After two invasions, we are occupying Iraq. The current administration has taken the position that in time of war, certain presidential decisions are unreviewable by Congress or the courts. Two new judges sit on the Supreme Court. The drive to privatize Social Security has stalled temporarily, but its proponents understand that individual battles do not a war make.

General Dwight David Eisenhower, the Allied Commander in the Atlantic Theater in World War II, certainly knew that. He was later elected President, and he probably still knew that.
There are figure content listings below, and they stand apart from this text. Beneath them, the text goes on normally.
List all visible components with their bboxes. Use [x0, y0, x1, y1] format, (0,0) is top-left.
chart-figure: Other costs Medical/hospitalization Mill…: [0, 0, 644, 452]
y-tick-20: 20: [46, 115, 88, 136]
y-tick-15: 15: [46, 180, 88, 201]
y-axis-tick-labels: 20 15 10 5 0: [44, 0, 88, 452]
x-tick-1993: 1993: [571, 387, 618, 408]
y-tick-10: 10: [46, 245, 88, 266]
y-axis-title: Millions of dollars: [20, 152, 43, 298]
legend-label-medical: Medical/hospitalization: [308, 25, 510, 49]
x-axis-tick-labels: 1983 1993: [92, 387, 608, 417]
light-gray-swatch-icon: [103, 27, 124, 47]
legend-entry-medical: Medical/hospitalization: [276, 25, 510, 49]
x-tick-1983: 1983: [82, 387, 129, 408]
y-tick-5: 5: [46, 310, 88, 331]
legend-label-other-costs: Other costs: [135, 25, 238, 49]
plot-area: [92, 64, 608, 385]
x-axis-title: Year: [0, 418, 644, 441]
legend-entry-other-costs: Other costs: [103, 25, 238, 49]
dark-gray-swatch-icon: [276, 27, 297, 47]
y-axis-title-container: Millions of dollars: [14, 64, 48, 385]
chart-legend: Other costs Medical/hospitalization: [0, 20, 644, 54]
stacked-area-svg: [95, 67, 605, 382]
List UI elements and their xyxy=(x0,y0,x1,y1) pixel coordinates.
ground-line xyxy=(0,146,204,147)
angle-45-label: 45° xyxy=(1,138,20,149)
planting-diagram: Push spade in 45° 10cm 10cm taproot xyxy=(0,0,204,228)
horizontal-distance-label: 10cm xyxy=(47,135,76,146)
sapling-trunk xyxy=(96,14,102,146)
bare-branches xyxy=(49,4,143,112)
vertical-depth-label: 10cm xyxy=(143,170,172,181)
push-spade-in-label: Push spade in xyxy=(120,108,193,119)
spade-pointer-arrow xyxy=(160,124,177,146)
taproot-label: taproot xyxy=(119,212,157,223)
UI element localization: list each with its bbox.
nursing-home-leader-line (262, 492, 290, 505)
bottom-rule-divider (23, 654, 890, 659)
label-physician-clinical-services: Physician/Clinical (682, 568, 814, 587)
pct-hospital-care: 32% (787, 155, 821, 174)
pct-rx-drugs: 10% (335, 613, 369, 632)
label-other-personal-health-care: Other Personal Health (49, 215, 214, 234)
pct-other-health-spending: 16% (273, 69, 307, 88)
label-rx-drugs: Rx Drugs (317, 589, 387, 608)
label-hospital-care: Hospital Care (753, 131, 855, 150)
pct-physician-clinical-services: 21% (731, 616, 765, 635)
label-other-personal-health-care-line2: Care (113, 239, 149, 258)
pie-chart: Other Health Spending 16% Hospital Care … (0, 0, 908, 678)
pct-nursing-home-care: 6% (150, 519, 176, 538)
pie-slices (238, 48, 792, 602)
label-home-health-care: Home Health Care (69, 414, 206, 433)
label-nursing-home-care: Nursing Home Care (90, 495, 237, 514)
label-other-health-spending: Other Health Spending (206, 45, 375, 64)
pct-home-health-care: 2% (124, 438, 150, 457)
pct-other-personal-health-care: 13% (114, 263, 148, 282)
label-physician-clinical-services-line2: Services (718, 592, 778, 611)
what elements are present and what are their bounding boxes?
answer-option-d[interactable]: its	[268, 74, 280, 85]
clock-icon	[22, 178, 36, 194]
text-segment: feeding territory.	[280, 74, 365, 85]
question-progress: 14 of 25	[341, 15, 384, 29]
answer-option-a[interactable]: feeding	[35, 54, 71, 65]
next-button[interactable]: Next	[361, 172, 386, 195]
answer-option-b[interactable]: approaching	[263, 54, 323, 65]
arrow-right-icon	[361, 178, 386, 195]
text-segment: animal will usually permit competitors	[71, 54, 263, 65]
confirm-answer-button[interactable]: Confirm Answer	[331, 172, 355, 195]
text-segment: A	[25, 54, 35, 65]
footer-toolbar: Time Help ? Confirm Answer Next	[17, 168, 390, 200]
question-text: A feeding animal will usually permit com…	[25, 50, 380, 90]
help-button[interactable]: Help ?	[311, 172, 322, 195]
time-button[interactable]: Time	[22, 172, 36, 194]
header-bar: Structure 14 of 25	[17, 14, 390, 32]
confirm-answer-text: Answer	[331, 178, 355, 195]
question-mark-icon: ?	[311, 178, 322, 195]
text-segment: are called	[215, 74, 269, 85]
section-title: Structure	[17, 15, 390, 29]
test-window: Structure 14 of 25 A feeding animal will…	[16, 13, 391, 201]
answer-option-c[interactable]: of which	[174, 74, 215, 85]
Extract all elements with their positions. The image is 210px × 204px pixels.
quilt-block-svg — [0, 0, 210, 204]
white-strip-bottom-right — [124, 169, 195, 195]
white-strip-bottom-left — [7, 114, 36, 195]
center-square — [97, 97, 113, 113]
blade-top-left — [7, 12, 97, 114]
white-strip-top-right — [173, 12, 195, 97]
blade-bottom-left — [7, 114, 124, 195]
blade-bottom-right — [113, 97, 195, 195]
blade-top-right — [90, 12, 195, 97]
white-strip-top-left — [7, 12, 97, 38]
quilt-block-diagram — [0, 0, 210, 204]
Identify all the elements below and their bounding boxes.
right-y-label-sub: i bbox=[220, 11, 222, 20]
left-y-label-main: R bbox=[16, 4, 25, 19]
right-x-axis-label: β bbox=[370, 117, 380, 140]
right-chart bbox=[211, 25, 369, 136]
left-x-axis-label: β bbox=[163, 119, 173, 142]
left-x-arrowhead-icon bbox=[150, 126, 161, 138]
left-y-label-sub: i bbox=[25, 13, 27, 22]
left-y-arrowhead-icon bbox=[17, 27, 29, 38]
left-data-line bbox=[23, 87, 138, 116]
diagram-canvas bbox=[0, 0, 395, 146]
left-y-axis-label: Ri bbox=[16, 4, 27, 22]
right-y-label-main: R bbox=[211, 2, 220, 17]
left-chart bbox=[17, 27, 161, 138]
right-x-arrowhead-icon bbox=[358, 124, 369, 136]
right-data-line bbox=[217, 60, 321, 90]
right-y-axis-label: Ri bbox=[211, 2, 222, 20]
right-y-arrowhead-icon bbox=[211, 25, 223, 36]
On the left side of the accompanying photo, Arthur Eisenhower is holding Roy. On the right side, Edgar is standing behind Dwight. In later years, Dwight corresponded with Edgar; and they discussed many issues. Below are excerpts from a letter to Edgar dated November 8, 1954. For some reason, it sounds disturbingly familiar today. What is the system of checks and balances in government? What are the powers and responsibilities of government in a democracy?

Dear Ed,

I think that such answer as I can give to your letter of November first will be arranged in reverse order — at least I shall comment first on your final paragraph.

You keep harping on the Constitution; I should like to point out that the meaning of the Constitution is what the Supreme Court says it is. Consequently no powers are exercised by the Federal government except where such exercise is approved by the Supreme Court (lawyers) of the land…
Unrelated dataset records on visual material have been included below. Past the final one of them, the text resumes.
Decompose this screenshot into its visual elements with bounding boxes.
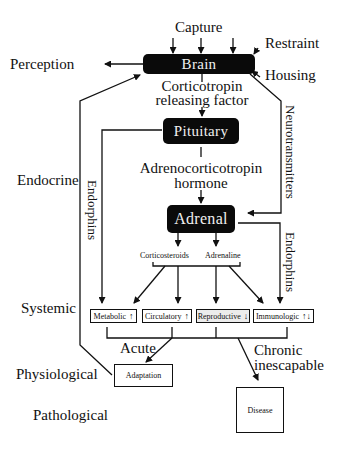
system-label: Reproductive <box>198 312 241 321</box>
crf-label-line2: releasing factor <box>133 93 271 108</box>
perception-label: Perception <box>10 57 74 72</box>
adrenal-node: Adrenal <box>167 205 235 233</box>
system-box-reproductive: Reproductive↓ <box>196 309 250 323</box>
housing-label: Housing <box>265 68 316 83</box>
stress-response-diagram: Capture Restraint Housing Perception Bra… <box>0 0 338 452</box>
up-arrow-icon: ↑ <box>129 311 134 321</box>
endorphins-left-label: Endorphins <box>86 180 99 240</box>
acth-label-line2: hormone <box>131 176 271 191</box>
level-systemic: Systemic <box>21 301 76 316</box>
level-endocrine: Endocrine <box>17 173 79 188</box>
system-box-immunologic: Immunologic↑↓ <box>253 309 314 323</box>
acth-label-line1: Adrenocorticotropin <box>131 161 271 176</box>
brain-node: Brain <box>143 54 255 74</box>
system-label: Immunologic <box>256 312 299 321</box>
disease-box: Disease <box>236 387 284 433</box>
neurotransmitters-label: Neurotransmitters <box>284 105 297 199</box>
system-label: Circulatory <box>145 312 181 321</box>
pituitary-node: Pituitary <box>163 118 239 144</box>
endorphins-right-label: Endorphins <box>284 232 297 292</box>
adaptation-box: Adaptation <box>114 364 173 387</box>
down-arrow-icon: ↓ <box>244 311 249 321</box>
chronic-label-line2: inescapable <box>254 358 324 373</box>
capture-label: Capture <box>175 20 222 35</box>
corticosteroids-label: Corticosteroids <box>140 252 189 260</box>
chronic-label-line1: Chronic <box>254 343 302 358</box>
system-label: Metabolic <box>94 312 126 321</box>
restraint-label: Restraint <box>265 36 319 51</box>
system-box-circulatory: Circulatory↑ <box>142 309 192 323</box>
level-pathological: Pathological <box>33 408 108 423</box>
adrenaline-label: Adrenaline <box>205 252 241 260</box>
up-down-arrow-icon: ↑↓ <box>302 311 311 321</box>
system-box-metabolic: Metabolic↑ <box>90 309 137 323</box>
level-physiological: Physiological <box>16 367 98 382</box>
acute-label: Acute <box>120 341 156 356</box>
up-arrow-icon: ↑ <box>184 311 189 321</box>
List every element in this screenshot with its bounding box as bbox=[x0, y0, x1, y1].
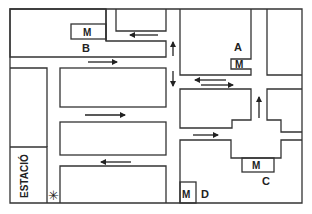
metro-d-label: M bbox=[182, 189, 190, 200]
metro-a-label: M bbox=[235, 59, 243, 70]
label-b: B bbox=[82, 42, 90, 54]
block-center-1 bbox=[60, 68, 166, 107]
street-edge bbox=[10, 68, 47, 147]
street-map: M B A M M C M D ESTACIÓ ✳ bbox=[0, 0, 312, 214]
station-label: ESTACIÓ bbox=[18, 154, 30, 198]
block-center-3 bbox=[60, 166, 166, 203]
map-frame bbox=[10, 9, 302, 203]
metro-b-label: M bbox=[83, 27, 91, 38]
block-top-middle bbox=[106, 9, 166, 41]
block-center-2 bbox=[60, 122, 166, 155]
metro-c-label: M bbox=[252, 160, 260, 171]
label-a: A bbox=[234, 41, 242, 53]
block-bottom-right bbox=[180, 140, 302, 203]
block-right-center bbox=[180, 89, 251, 128]
label-d: D bbox=[201, 188, 209, 200]
block-right-middle bbox=[267, 89, 302, 132]
block-right-top bbox=[267, 9, 302, 75]
start-marker-icon: ✳ bbox=[48, 188, 59, 203]
label-c: C bbox=[262, 175, 270, 187]
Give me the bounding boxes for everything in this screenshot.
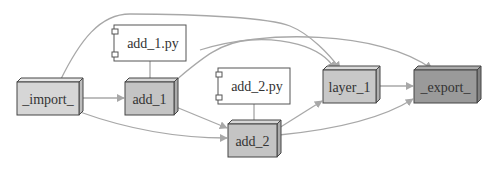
node-label: _export_ xyxy=(420,80,472,95)
box-side-face xyxy=(79,78,83,115)
node-label: add_2 xyxy=(235,134,269,149)
box-top-face xyxy=(323,66,380,70)
node-label: add_1.py xyxy=(127,36,179,51)
node-add-2-py[interactable]: add_2.py xyxy=(216,68,290,104)
box-side-face xyxy=(477,66,481,103)
node-label: add_1 xyxy=(132,92,166,107)
node-import[interactable]: _import_ xyxy=(17,78,83,115)
edge-import-to-add-2 xyxy=(80,112,227,138)
edge-add-2-to-export xyxy=(279,99,413,135)
edge-add-1-to-add-2 xyxy=(176,107,227,128)
edge-import-to-layer-1 xyxy=(60,14,340,81)
component-tab-icon xyxy=(112,29,118,34)
dependency-diagram: _import_add_1add_1.pyadd_2add_2.pylayer_… xyxy=(0,0,496,169)
box-side-face xyxy=(174,78,178,115)
node-label: _import_ xyxy=(21,92,74,107)
node-label: add_2.py xyxy=(231,79,283,94)
node-layer-1[interactable]: layer_1 xyxy=(323,66,380,103)
box-side-face xyxy=(376,66,380,103)
edge-add-2-to-layer-1 xyxy=(279,101,322,128)
component-tab-icon xyxy=(216,95,222,100)
node-label: layer_1 xyxy=(329,80,371,95)
box-side-face xyxy=(277,120,281,157)
box-top-face xyxy=(125,78,178,82)
nodes-layer: _import_add_1add_1.pyadd_2add_2.pylayer_… xyxy=(17,25,481,157)
node-add-1[interactable]: add_1 xyxy=(125,78,178,115)
node-export[interactable]: _export_ xyxy=(414,66,481,103)
box-top-face xyxy=(414,66,481,70)
node-add-2[interactable]: add_2 xyxy=(228,120,281,157)
box-top-face xyxy=(228,120,281,124)
node-add-1-py[interactable]: add_1.py xyxy=(112,25,186,61)
edge-add-1-to-export xyxy=(200,37,432,69)
component-tab-icon xyxy=(112,52,118,57)
box-top-face xyxy=(17,78,83,82)
component-tab-icon xyxy=(216,72,222,77)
Now it is true that I believe this country is following a dangerous trend when it permits too great a degree of centralization of governmental functions. I oppose this — in some instances the fight is a rather desperate one. But to attain any success it is quite clear that the Federal government cannot avoid or escape responsibilities which the mass of the people firmly believe should be undertaken by it. The political processes of our country are such that if a rule of reason is not applied in this effort, we will lose everything — even to a possible and drastic change in the Constitution. This is what I mean by my constant insistence upon “moderation” in government. Should any political party attempt to abolish social security, unemployment insurance, and eliminate labor laws and farm programs, you would not hear of that party again in our political history. There is a tiny splinter group, of course, that believes you can do these things. Among them are H. L. Hunt (you possibly know his background), a few other Texas oil millionaires, and an occasional politician or business man from other areas. Their number is negligible and they are stupid.
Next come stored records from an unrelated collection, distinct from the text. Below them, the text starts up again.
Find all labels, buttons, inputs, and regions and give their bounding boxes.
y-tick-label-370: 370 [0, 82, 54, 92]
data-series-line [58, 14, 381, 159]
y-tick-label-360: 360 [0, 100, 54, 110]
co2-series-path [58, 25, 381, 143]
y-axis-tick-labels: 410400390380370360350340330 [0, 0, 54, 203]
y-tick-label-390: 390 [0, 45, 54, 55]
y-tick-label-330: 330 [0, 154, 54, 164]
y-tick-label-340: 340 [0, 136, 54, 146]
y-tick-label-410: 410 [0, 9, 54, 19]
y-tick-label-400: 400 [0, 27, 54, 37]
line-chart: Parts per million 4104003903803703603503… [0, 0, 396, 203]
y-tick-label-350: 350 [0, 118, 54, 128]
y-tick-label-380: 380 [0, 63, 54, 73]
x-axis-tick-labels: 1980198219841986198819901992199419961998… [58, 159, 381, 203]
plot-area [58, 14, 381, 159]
…A year ago last January we were in imminent danger of losing Iran, and sixty percent of the known oil reserves of the world. You may have forgotten this. Lots of people have. But there has been no greater threat that has in recent years overhung the free world.

…You also talk about "bad political advice" I am getting. I always assumed that lawyers attempted accuracy in their statements. How do you know that I am getting any political advice?…[W]hy don’t you just assume I am stupid, trying to wreck the nation, and leave our Constitution in tatters?

That’s quite a letter, isn’t it? Dwight still held quaint beliefs that the people play some role in a democracy and the Supreme Court decides the constitutionality of laws. What was he thinking? Recent events have convincingly demonstrated that if you simply keep controversial activities out of the legal system entirely, courts cannot review them!

Besides, Republicans don’t believe in Eisenhower anymore. His Farewell Address to the nation warned of the growing military-industrial complex; in early drafts of the speech, he called it the military-industrial-Congressional complex — a formulation which more directly pointed at federal corruption. But right-wing historian Paul Johnson, the author of Modern Times, declared the complex “largely mythic.” And even if it wasn’t mythic, it evidently didn’t prevail since, as President Ronald Reagan explained:

You have to remember, we don’t have the military industrial complex that we once had, when President Eisenhower spoke about it. (1/5/1983)

Which leads me to Theodor Seuss Geisel. In the 1920s and 30s, he produced advertising artwork for Ford, General Electric, N.B.C., and other companies. Then he began drawing editorial cartoons — hundreds of them. In World War II, he worked on propaganda for the Army, which found animated movies to be an effective means of indoctrinating enlisted men.

Yes, Dr. Seuss wrote childrens’s books — Horton Hears a Who (an allegory about occupied Japan) and Yertle the Turtle (about Hitler). He also penned The Cat in the Hat (freedom and responsibility) and The Lorax (protecting the environment). Geisel was a complex man. Along with buck-toothed images of slanty-eyed Japs squinting through thick glasses, he created cartoons against racism and anti-Semitism. And in 1942, he drew this:

Reactionaries in Congress swinging a wrecking ball at the social structure of America? Ridiculous, isn’t it?